There's also the preact method which diffs against the DOM directly, so that overhead goes away.

Do you remember when InfernoJS broke the framework test? It blew away 2-3 versions of vanillaJS with it's vdom implementation. They literally tore apart what it was doing in order to finally create a vanilla version that was faster, but very unmaintainable.

Today, "native" frameworks like Svelte are only fractionally faster at synthetics. At the same time, each component contains a brand new set of functions which has two major drawbacks. First, code size grows at F x N (where F is framework size and N is your normal code) rather than F + N. Linked to this is the performance implications. Once the JIT warms up the vDOM code (almost instantly), the user gets max performance for the most critical loops when visiting pages for the first time. With "native" frameworks, each new page means switching back to completely unoptimized code.

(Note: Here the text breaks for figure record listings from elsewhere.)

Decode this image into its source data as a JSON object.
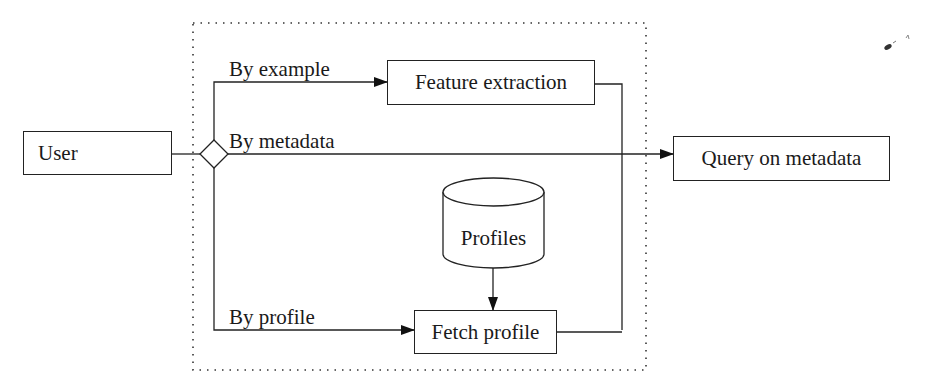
{
  "diagram": {
    "type": "flowchart",
    "nodes": {
      "user": "User",
      "feature_extraction": "Feature extraction",
      "query_on_metadata": "Query on metadata",
      "profiles": "Profiles",
      "fetch_profile": "Fetch profile"
    },
    "edge_labels": {
      "by_example": "By example",
      "by_metadata": "By metadata",
      "by_profile": "By profile"
    },
    "edges": [
      {
        "from": "User",
        "to": "decision"
      },
      {
        "from": "decision",
        "to": "Feature extraction",
        "label": "By example"
      },
      {
        "from": "decision",
        "to": "Query on metadata",
        "label": "By metadata"
      },
      {
        "from": "decision",
        "to": "Fetch profile",
        "label": "By profile"
      },
      {
        "from": "Profiles",
        "to": "Fetch profile"
      },
      {
        "from": "Feature extraction",
        "to": "Query on metadata"
      },
      {
        "from": "Fetch profile",
        "to": "Query on metadata"
      }
    ],
    "colors": {
      "stroke": "#222222",
      "background": "#ffffff"
    }
  }
}
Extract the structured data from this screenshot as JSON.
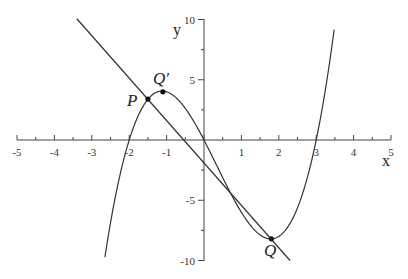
{
  "chart_data": {
    "type": "line",
    "title": "",
    "xlabel": "x",
    "ylabel": "y",
    "xlim": [
      -5,
      5
    ],
    "ylim": [
      -10,
      10
    ],
    "grid": false,
    "x_ticks": [
      -5,
      -4,
      -3,
      -2,
      -1,
      1,
      2,
      3,
      4,
      5
    ],
    "x_tick_labels": [
      "-5",
      "-4",
      "-3",
      "-2",
      "-1",
      "1",
      "2",
      "3",
      "4",
      "5"
    ],
    "y_ticks": [
      10,
      5,
      -5,
      -10
    ],
    "y_tick_labels": [
      "10",
      "5",
      "-5",
      "-10"
    ],
    "series": [
      {
        "name": "cubic curve y = x(x+2)(x-3)",
        "x_range": [
          -2.65,
          3.48
        ],
        "roots": [
          -2,
          0,
          3
        ],
        "color": "#333333"
      },
      {
        "name": "line through P and Q",
        "x_range": [
          -3.4,
          2.3
        ],
        "slope": -3.52,
        "point": [
          -1.5,
          3.375
        ],
        "color": "#333333"
      }
    ],
    "points": [
      {
        "label": "P",
        "x": -1.5,
        "y": 3.4
      },
      {
        "label": "Q'",
        "x": -1.1,
        "y": 4.0
      },
      {
        "label": "Q",
        "x": 1.8,
        "y": -8.2
      }
    ]
  },
  "labels": {
    "x_axis": "x",
    "y_axis": "y",
    "P": "P",
    "Qprime": "Q′",
    "Q": "Q"
  },
  "ticks": {
    "x": [
      "-5",
      "-4",
      "-3",
      "-2",
      "-1",
      "1",
      "2",
      "3",
      "4",
      "5"
    ],
    "y": [
      "10",
      "5",
      "-5",
      "-10"
    ]
  }
}
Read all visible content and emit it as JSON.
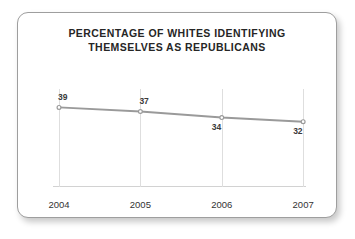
{
  "card": {
    "title_line1": "PERCENTAGE OF WHITES IDENTIFYING",
    "title_line2": "THEMSELVES AS REPUBLICANS"
  },
  "chart_data": {
    "type": "line",
    "title": "PERCENTAGE OF WHITES IDENTIFYING THEMSELVES AS REPUBLICANS",
    "xlabel": "",
    "ylabel": "",
    "categories": [
      "2004",
      "2005",
      "2006",
      "2007"
    ],
    "values": [
      39,
      37,
      34,
      32
    ],
    "point_labels": [
      "39",
      "37",
      "34",
      "32"
    ],
    "label_positions": [
      "above",
      "above",
      "below",
      "below"
    ],
    "ylim": [
      0,
      48
    ],
    "grid": "vertical",
    "legend": "none",
    "line_color": "#9a9a9a",
    "marker_color": "#9a9a9a",
    "gridline_color": "#dedede",
    "axis_color": "#d2d2d2",
    "title_color": "#262626",
    "label_color": "#3a3a3a"
  }
}
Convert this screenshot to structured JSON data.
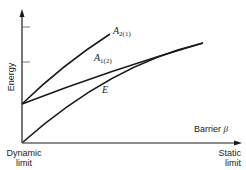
{
  "diagram": {
    "y_axis_label": "Energy",
    "x_axis_label": "Barrier",
    "x_axis_symbol": "β",
    "left_limit": {
      "line1": "Dynamic",
      "line2": "limit"
    },
    "right_limit": {
      "line1": "Static",
      "line2": "limit"
    },
    "curves": [
      {
        "name": "A",
        "sub": "2(1)"
      },
      {
        "name": "A",
        "sub": "1(2)"
      },
      {
        "name": "E",
        "sub": ""
      }
    ],
    "line_color": "#1a1a1a"
  }
}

FxN was quite funny, must be a really bad framework that grows like that.
It is theoretically the case, that a virtual DOM implementation has to do more work than a perfectly efficient manual (or automatically generated) DOM mutation.

However, in practice the difference hardly matters and it is really hard to do efficient DOM mutation correctly. Which is why virtual DOM approaches are at the heart of most of the modern frameworks...

They are at the heart because it allows people to write code faster while being OK with the perf/mem hit. But in the end its always less efficient which is why you have to hand wave it away.